First, it enumerates points in a list — "firstly, secondly":

첫째, 시간을 지켜야 하고, 둘째, 예의를 지켜야 해요.

cheotjjae, siganeul jikyeoya hago, duljjae, ye-uireul jikyeoya haeyo

First, you have to be punctual; second, you have to be polite.

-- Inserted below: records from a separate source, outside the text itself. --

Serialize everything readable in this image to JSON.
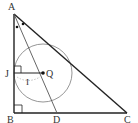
{
  "diagram": {
    "type": "geometry",
    "colors": {
      "stroke": "#222222",
      "circle": "#8a8a8a",
      "bisector": "#555555"
    },
    "points": {
      "A": {
        "label": "A",
        "x": 14,
        "y": 14
      },
      "B": {
        "label": "B",
        "x": 14,
        "y": 113
      },
      "C": {
        "label": "C",
        "x": 127,
        "y": 113
      },
      "D": {
        "label": "D",
        "x": 57,
        "y": 113
      },
      "J": {
        "label": "J",
        "x": 14,
        "y": 73
      },
      "Q": {
        "label": "Q",
        "x": 43,
        "y": 73
      }
    },
    "segments": [
      "AB",
      "BC",
      "CA",
      "AD",
      "JQ"
    ],
    "circle": {
      "center": "Q",
      "radius": 29
    },
    "annotations": {
      "radius_label": "I",
      "right_angle_marks": [
        "B",
        "J"
      ],
      "equal_angle_marks": "two dots at A indicating AD bisects angle A"
    }
  }
}
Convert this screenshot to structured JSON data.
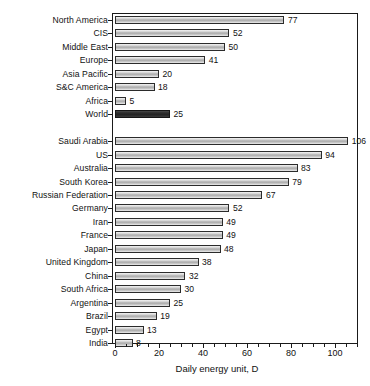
{
  "chart_data": {
    "type": "bar",
    "orientation": "horizontal",
    "title": "",
    "xlabel": "Daily energy unit, D",
    "ylabel": "",
    "xlim": [
      0,
      110
    ],
    "xticks": [
      0,
      20,
      40,
      60,
      80,
      100
    ],
    "xtick_labels": [
      "0",
      "20",
      "40",
      "60",
      "80",
      "100"
    ],
    "minor_tick_step": 5,
    "grid": false,
    "legend": null,
    "groups": [
      {
        "name": "regions",
        "categories": [
          "North America",
          "CIS",
          "Middle East",
          "Europe",
          "Asia Pacific",
          "S&C America",
          "Africa",
          "World"
        ],
        "values": [
          77,
          52,
          50,
          41,
          20,
          18,
          5,
          25
        ],
        "highlight_index": 7
      },
      {
        "name": "countries",
        "categories": [
          "Saudi Arabia",
          "US",
          "Australia",
          "South Korea",
          "Russian Federation",
          "Germany",
          "Iran",
          "France",
          "Japan",
          "United Kingdom",
          "China",
          "South Africa",
          "Argentina",
          "Brazil",
          "Egypt",
          "India"
        ],
        "values": [
          106,
          94,
          83,
          79,
          67,
          52,
          49,
          49,
          48,
          38,
          32,
          30,
          25,
          19,
          13,
          8
        ],
        "highlight_index": null
      }
    ],
    "categories": [
      "North America",
      "CIS",
      "Middle East",
      "Europe",
      "Asia Pacific",
      "S&C America",
      "Africa",
      "World",
      "Saudi Arabia",
      "US",
      "Australia",
      "South Korea",
      "Russian Federation",
      "Germany",
      "Iran",
      "France",
      "Japan",
      "United Kingdom",
      "China",
      "South Africa",
      "Argentina",
      "Brazil",
      "Egypt",
      "India"
    ],
    "values": [
      77,
      52,
      50,
      41,
      20,
      18,
      5,
      25,
      106,
      94,
      83,
      79,
      67,
      52,
      49,
      49,
      48,
      38,
      32,
      30,
      25,
      19,
      13,
      8
    ],
    "colors": {
      "bar_fill_light": "#c9c9c9",
      "bar_fill_dark": "#2e2e2e",
      "bar_border": "#2b2b2b",
      "axis": "#1a1a1a",
      "text": "#111111",
      "background": "#ffffff"
    }
  }
}
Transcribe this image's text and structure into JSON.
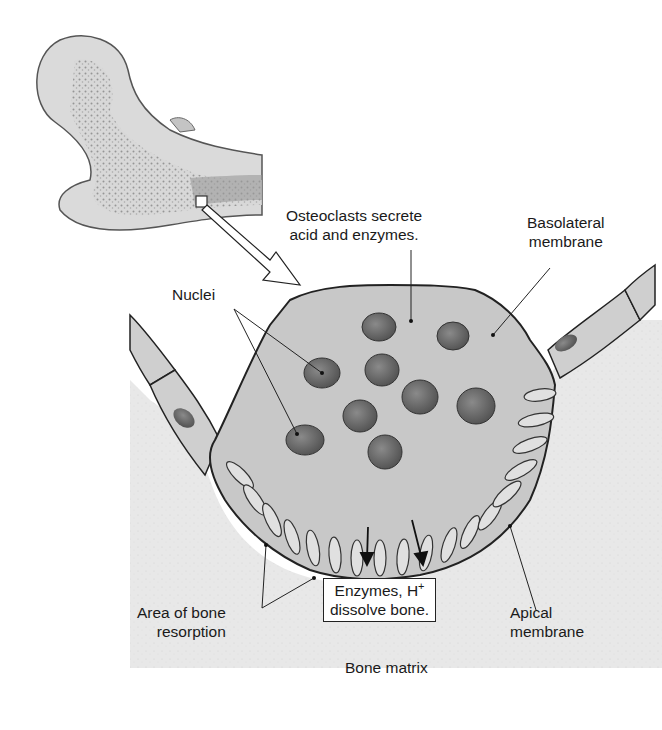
{
  "diagram": {
    "labels": {
      "osteoclasts_line1": "Osteoclasts secrete",
      "osteoclasts_line2": "acid and enzymes.",
      "basolateral_line1": "Basolateral",
      "basolateral_line2": "membrane",
      "nuclei": "Nuclei",
      "area_line1": "Area of bone",
      "area_line2": "resorption",
      "enzymes_line1": "Enzymes, H",
      "enzymes_sup": "+",
      "enzymes_line2": "dissolve bone.",
      "apical_line1": "Apical",
      "apical_line2": "membrane",
      "bone_matrix": "Bone matrix"
    },
    "colors": {
      "bone_matrix": "#e6e6e6",
      "cell": "#c9c9c9",
      "nucleus": "#5f5f5f",
      "outline": "#2a2a2a"
    }
  }
}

Second — and very commonly — 둘째·셋째 name birth order among siblings and children:

우리 둘째가 올해 초등학교에 들어가요.

uri duljjaega olhae chodeunghakgyo-e deureogayo

Our second child starts elementary school this year.

저는 삼 남매 중에서 첫째예요.

jeoneun sam nammae jung-eseo cheotjjaeyeyo

I'm the oldest of three siblings.

Note 첫째 again for the firstborn — the same irregular 첫, now fused solid with -째. Roughly: use 번째 for ranking positions in a sequence ("the third one in line"), and bare -째 for enumerating reasons ("secondly") or for children's birth order.

Common Mistakes

1. Regularizing "first" to ×한 번째. "First" is the irregular 첫, not a form of 하나.

  • ✗ 이번이 한 번째 방문이에요.
  • ✓ 이번이 첫 번째 방문이에요. — ibeoni cheot beonjjae bangmun-ieyo — "This is my first visit."

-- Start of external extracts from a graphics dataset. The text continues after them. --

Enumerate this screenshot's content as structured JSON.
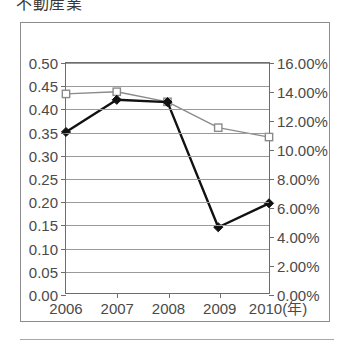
{
  "title": "不動産業",
  "chart_data": {
    "type": "line",
    "title": "不動産業",
    "xlabel": "(年)",
    "ylabel": "",
    "categories": [
      "2006",
      "2007",
      "2008",
      "2009",
      "2010"
    ],
    "x_axis_unit_label": "(年)",
    "grid": "horizontal",
    "legend": "none",
    "left_axis": {
      "ylim": [
        0.0,
        0.5
      ],
      "tick_step": 0.05,
      "tick_labels": [
        "0.00",
        "0.05",
        "0.10",
        "0.15",
        "0.20",
        "0.25",
        "0.30",
        "0.35",
        "0.40",
        "0.45",
        "0.50"
      ]
    },
    "right_axis": {
      "ylim": [
        0.0,
        16.0
      ],
      "tick_step": 2.0,
      "tick_labels": [
        "0.00%",
        "2.00%",
        "4.00%",
        "6.00%",
        "8.00%",
        "10.00%",
        "12.00%",
        "14.00%",
        "16.00%"
      ]
    },
    "series": [
      {
        "name": "diamond-series",
        "axis": "left",
        "marker": "filled-diamond",
        "line_style": "solid",
        "color": "#111111",
        "values": [
          0.35,
          0.42,
          0.415,
          0.143,
          0.195
        ]
      },
      {
        "name": "square-series",
        "axis": "right",
        "marker": "open-square",
        "line_style": "solid-thin",
        "color": "#8a8a8a",
        "values": [
          13.85,
          14.0,
          13.3,
          11.5,
          10.85
        ]
      }
    ]
  }
}
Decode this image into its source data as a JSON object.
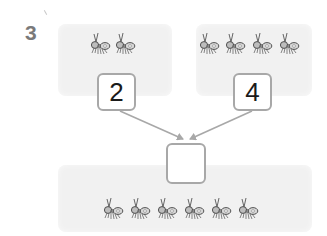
{
  "question": {
    "number": "3"
  },
  "groups": {
    "left": {
      "ant_count": 2,
      "value": "2"
    },
    "right": {
      "ant_count": 4,
      "value": "4"
    },
    "total": {
      "ant_count": 6,
      "value": ""
    }
  },
  "icons": {
    "ant": "ant-icon",
    "arrow": "arrow-icon"
  },
  "colors": {
    "panel": "#f1f1f1",
    "box_border": "#a8a8a8",
    "arrow": "#a8a8a8",
    "question_number": "#7a7a7a",
    "digit": "#1a1a1a"
  }
}
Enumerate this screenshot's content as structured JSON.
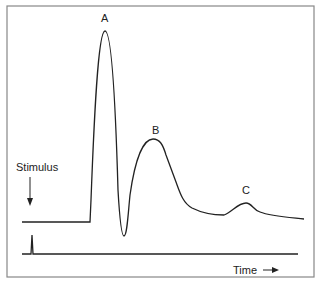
{
  "figure": {
    "peak_labels": {
      "a": "A",
      "b": "B",
      "c": "C"
    },
    "stimulus_label": "Stimulus",
    "time_label": "Time",
    "colors": {
      "line": "#222222",
      "frame": "#888888",
      "background": "#ffffff"
    }
  }
}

2. Using the Sino number with the native counter 번째. 번째 is a native counter, so it takes 두·세·네, never Sino 이·삼·사.

  • ✗ 삼 번째 줄에 앉으세요.
  • ✓ 세 번째 줄에 앉으세요. — se beonjjae jure anjeuseyo — "Sit in the third row."

3. Mixing the formal prefix 제- with a native number. 제- attaches only to Sino numbers.

  • ✗ 제세 장 (for "Chapter Three")
  • ✓ 제삼 장 — jesam jang — "Chapter Three."

4. Saying ×하나째 for the firstborn. The fused ordinal of 하나 is 첫, giving 첫째.

  • ✗ 저는 하나째예요.
  • ✓ 저는 첫째예요. — jeoneun cheotjjaeyeyo — "I'm the oldest (firstborn)."

5. Forgetting 스물 → 스무 before 번째. As with any counter, 스물 shortens.

  • ✗ 스물 번째 생일
  • ✓ 스무 번째 생일 — seumu beonjjae saeng-il — "the twentieth birthday."

Key Takeaways

  • Korean has two ordinal systems: formal 제- + Sino (제일, 제이차, 제일과 — for chapters, wars, rankings) and everyday native number + 번째 (첫 번째, 두 번째, 세 번째).
  • Because 번째 is a counter, it takes the native determiner forms 두·세·네·스무 — never the Sino 이·삼·사·이십.
  • "First" is the irregular 첫: 첫 번째, 첫째, 첫날 — never ×한 번째 or ×하나째.
  • Bare -째 enumerates points ("firstly, secondly") and names birth order (둘째, 셋째).
  • Bonus: 제일 also means "the most / best" and is an everyday spoken intensifier (제일 좋아해요).